[WHAT IS EXPECTED]
In the material below, tally the lines that include the string "icon", then write down only the total.

[RECORDS]
Segment Open
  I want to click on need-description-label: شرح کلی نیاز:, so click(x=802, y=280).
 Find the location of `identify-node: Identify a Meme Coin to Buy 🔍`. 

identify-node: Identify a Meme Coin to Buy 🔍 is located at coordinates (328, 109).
Segment Closed
Segment Open
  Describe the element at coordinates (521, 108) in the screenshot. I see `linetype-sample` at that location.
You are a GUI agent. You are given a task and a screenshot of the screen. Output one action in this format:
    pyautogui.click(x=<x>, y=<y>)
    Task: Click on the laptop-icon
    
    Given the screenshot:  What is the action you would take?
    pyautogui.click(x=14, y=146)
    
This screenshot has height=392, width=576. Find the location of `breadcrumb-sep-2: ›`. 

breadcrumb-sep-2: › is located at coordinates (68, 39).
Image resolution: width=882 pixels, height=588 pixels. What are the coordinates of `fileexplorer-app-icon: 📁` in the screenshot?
Segment Closed
[ANSWER FOR THIS EXERCISE]
2